THREE FOR THE CHAIR (Viking, $2.95) is one of the best of Stout’s threesomes, marred indeed by hardly anything save its inaccurate title (the whole point of one story is that its killer is not for the chair). The situations and solutions are unusually good ones; and the stories are rich in unexpected Wolfiana: Wolfe preparing brook trout Montbarry (his own invention), Wolfe under arrest for the first time, Wolfe calling once upon the Secretary of State and ones upon a band of four dozen operatives to pull out his chestnuts for him, Wolfe even going so far as to make a sort of professional sheep’s eyes at private detective Dol Bonner.… As I’ve often said before, it’s hard to find three novels as satisfying as these treble groups of novelettes.
The Rex Stout Library
Fer-de-Lance
The League of Frightened Men
The Rubber Band
The Red Box
Too Many Cooks
Some Buried Caesar
Over My Dead Body
Where There’s a Will
Black Orchids
Not Quite Dead Enough
The Silent Speaker
Too Many Women
And Be a Villain
The Second Confession
Trouble in Triplicate
In the Best Families
Three Doors to Death
Murder by the Book
Curtains for Three
Prisoner’s Base
Triple Jeopardy
The Golden Spiders
The Black Mountain
Three Men Out
Before Midnight
Might As Well Be Dead
Three Witnesses
If Death Ever Slept
Three for the Chair
Champagne for One
And Four to Go
Plot It Yourself
Too Many Clients
Three at Wolfe’s Door
The Final Deduction
Gambit
Homicide Trinity
The Mother Hunt
A Right to Die
Trio for Blunt Instruments
The Doorbell Rang
Death of a Doxy
The Father Hunt
Death
of a Dude
Please Pass the Guilt
A Family Affair
Death Times Three
The Hand in the Glove
Double for Death
Bad for Business
The Broken Vase
The Sound of Murder
Red Threads
The Mountain Cat Murders
Rex Stout
Rex Stout, the creator of Nero Wolfe, was born in Noblesville, Indiana, in 1886, the sixth of nine children of John and Lucetta Todhunter Stout, both Quakers.
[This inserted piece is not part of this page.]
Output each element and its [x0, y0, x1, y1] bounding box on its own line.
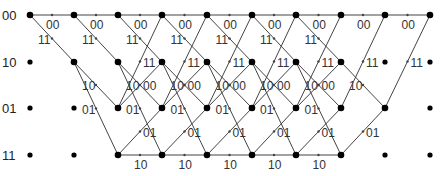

Shortly after his birth the family moved to Wakarusa, Kansas. He was educated in a country school, but by the age of nine he was recognized throughout the state as a prodigy in arithmetic. Mr. Stout briefly attended the University of Kansas but he left to enlist in the Navy and spent the next two years as a warrant officer on board President Theodore Roosevelt’s yacht. When he left the Navy in 1908, Rex Stout began to write free-lance articles and worked as a sightseeing guide and an itinerant bookkeeper. Later he devised and implemented a school banking system that was installed in four hundred cities and towns throughout the country. In 1927 Mr. Stout retired from the world of finance and, with the proceeds from his banking scheme, left for Paris to write serious fiction. He wrote three novels that received favorable reviews before turning to detective fiction. His first Nero Wolfe novel, Fer-de-Lance, appeared in 1934. It was followed by many others, among them, Too Many Cooks, The Silent Speaker, If Death Ever Slept, The Doorbell Rang, and Please Pass the Guilt, which established Nero Wolfe as a leading character on a par with Erle Stanley Gardner’s famous protagonist, Perry Mason. During World War II Rex Stout waged a personal campaign against Nazism as chairman of the War Writers’ Board, master of ceremonies of the radio program “Speaking of Liberty,” and member of several national committees. After the war he turned his attention to mobilizing public opinion against the wartime use of thermonuclear devices, was an active leader in the Authors Guild, and resumed writing his Nero Wolfe novels. Rex Stout died in 1975 at the age of eighty-eight A month before his death he published his seventy-second Nero Wolfe mystery, A Family Affair. Ten years later, a seventy-third Nero Wolfe mystery was discovered and published in Death Times Three.